First, we can extract the speaker key from the post by {#let id = post.data("speaker").or("")}. Then, using the get() method we defined on our Speakers class, we can get a Speaker: {#let speaker = cdi:speakers.get(id) }. Now, in our template, we can use references like {speaker.image} or {speaker.bio}.

An important note, variables defined/assigned in a {#let} directive only exist until the closing {/let}. They're not defined from the first left until the end of the page, so be aware of that. See here for more details. You can also make more than one assignment in the {#let} block, but I chose not too. Knowing a bit more now, I may revisit that. We'll see how the mood strikes. :)

Template Extensions

Another really cool feature is the ability to define template extension functions. If you're familiar with Kotlin extension functions, you should feel right at home with this.

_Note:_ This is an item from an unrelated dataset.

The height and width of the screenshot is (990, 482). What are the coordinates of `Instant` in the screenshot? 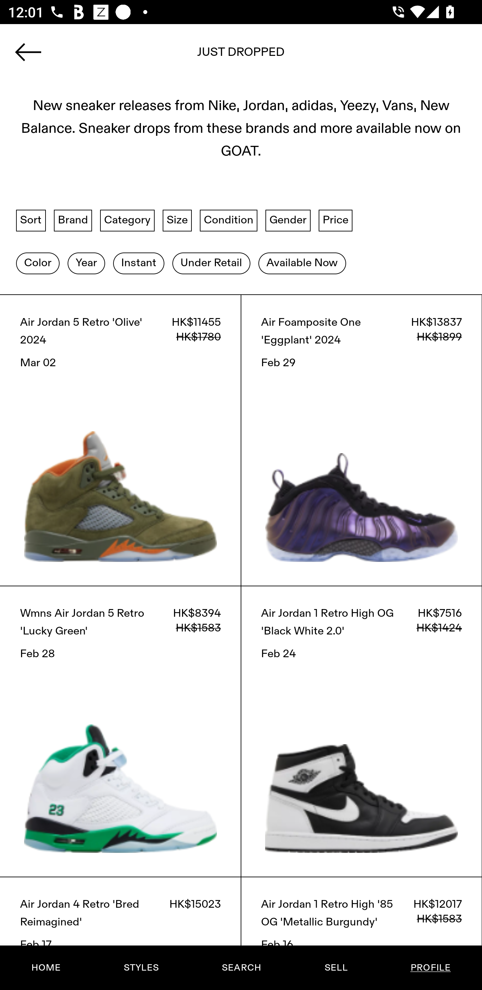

Basically, you create a class annotated with @TemplateExtension, then add public static methods to it. The first parameter specifies the type of variable the method can be applied to. For example, for this blog, I mark the "read more" section using // more, so I have a template function that looks like this:

public static String excerpt(String text) {
    int index = text.indexOf("// more");
    return (index == -1) ? text : text.substring(0, index);
}

Then in my index.html, I can do this: NOT_FOUND There's actually quite a bit going on there, so let me break it down:

  • post.rawContent gets me access to the page source

  • .excerpt gives me the subset of the source I want

  • .convert is another template function that converts the raw page source from Asciidoc to HTML

  • .raw instructs Qute not to escape the HTML markup this expression returns. Without this, there would be a lot of encoded HTML shown and not properly rendered.

Is there a smarter, better way to do it? Perhaps, but, again: I'm learing and this is working for now. :)

Miscellaneous

There's so much more I could cover in detail, this is already longer than I'd planned, but there's

  • SEO: {#seo page site /}

  • RSS feeds: {#include fm/rss.html}

  • Sitemaps: {#include fm/sitemap.xml}

and more.

If you've made it this far, kudos to you, and my apologies. It kinda got away from, but there's so much cool stuff you can do with this (as an added bonus, the time it takes for the Github Action to publish my updates went from about 6 minutes with Jekyll to just over 1 minute). It's good stuff all the way down. Now quit reading and go migrate your own site. I don't think you'll regret it!